View Article and Find Full Text PDFBrain
September 2025
Aix Marseille Univ, INSERM, INS, Inst Neurosci Syst, 13005 Marseille, France.
The lateral prefrontal cortex (LPFC) serves as a critical hub for higher-order cognitive and executive functions in the human brain, coordinating brain networks whose disruption has been implicated in many neurological and psychiatric disorders. While transcranial brain stimulation treatments often target the LPFC, our current understanding of connectivity profiles guiding these interventions based on electrophysiology remains limited. Here, we present a high-resolution probabilistic map of bidirectional effective connectivity between the LPFC and widespread cortical and subcortical regions.
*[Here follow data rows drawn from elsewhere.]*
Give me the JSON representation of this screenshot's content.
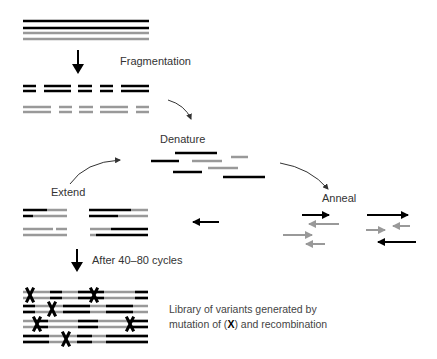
{
  "labels": {
    "fragmentation": "Fragmentation",
    "denature": "Denature",
    "anneal": "Anneal",
    "extend": "Extend",
    "after_cycles": "After 40–80 cycles",
    "library_line1": "Library of variants generated by",
    "library_line2_pre": "mutation of (",
    "library_mutation_symbol": "X",
    "library_line2_post": ") and recombination"
  },
  "colors": {
    "strand_dark": "#000000",
    "strand_light": "#999999",
    "text": "#333333"
  }
}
View Article and Find Full Text PDFJ Neurophysiol
September 2025
School of Psychological and Cognitive Sciences, Peking University, Beijing, China.
Limiting cognitive resources negatively impacts motor learning, but its cognitive mechanism is still unclear. Previous studies failed to differentiate its effect on explicit (or cognitive) and implicit (or procedural) aspects of motor learning. Here, we designed a dual-task paradigm requiring participants to simultaneously perform a visual working memory task and a visuomotor rotation adaptation task to investigate how cognitive load differentially impacted explicit and implicit motor learning.
View Article and Find Full Text PDFJ Neurophysiol
September 2025
Cognitive Neurophysiology, Department of Child and Adolescent Psychiatry, Faculty of Medicine, TU Dresden, Schubertstrasse 42, 01307 Dresden, Germany.
Cognitive control - the ability to regulate information processing in line with current goals - is essential for cognitive functioning. We examined whether uncertainty in cognitive control demands leads to higher processing of cues that reduce uncertainty. Participants completed a Go/NoGo task with two NoGo:Go ratios (4:5 and 1:6).